Works council involvement is straightforward when the configuration secures only the perimeter and the collection. Employee monitoring in the sense of performance or behaviour tracking is technically excluded because neither identification nor continuous recording takes place. A works agreement should fix these points in writing.
Pilot Process for a Mid-Sized House
Week 1: Walk-through with security management, conservators, and building services. Definition of risk rooms by collection, depot, open storage, and archive shelf. Determination of excluded zones, such as rooms with floor paintings or open display cases below 80 cm height. Coordination with the fire safety officer on the separation between early detection and the certified fire alarm line.
Week 2: Route mapping with LiDAR. Coordination with conservation on speed, clearance, and time of day. Configuration of alarm thresholds for thermal anomalies, noise levels, and unexpected persons. Connection to the building management system via BACnet.

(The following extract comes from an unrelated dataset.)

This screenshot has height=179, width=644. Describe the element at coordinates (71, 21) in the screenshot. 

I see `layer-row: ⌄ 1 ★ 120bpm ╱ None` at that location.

Week 3: Night trial operation. Cross-checking with the existing intruder detection and fire alarm systems. Test of the escalation chain: robot detects anomaly, transmits to control centre, control centre decides on alerting. False-alarm rate is measured and thresholds are recalibrated.
Week 4: Handover to control centre, training of guard staff on the new patrol logic. Documentation for insurers and foundation board. Initial evaluation of the logs. Transfer of configuration responsibility to the in-house security management.
From month two onward, monthly review of event logs runs continuously. Routes are adjusted after exhibition changes. For larger reconfigurations, such as special exhibitions with altered display-case layouts, the map is re-trained. The effort is two to four hours per adjustment.
For houses with extensive outdoor areas, such as palace museums or sculpture parks, a combination with perimeter protection in detail is appropriate. Inside, QR-1 and QR-2 patrol; outside, weatherproof platforms handle perimeter security.
For a specific cost calculation covering the number of galleries, magazine floor area, and current guard configuration at a particular house, contact /de/contact. A comparative breakdown of full-cost guard service, hybrid model, and pure robotics, aligned to the applicable insurance requirements, will be provided within 72 hours.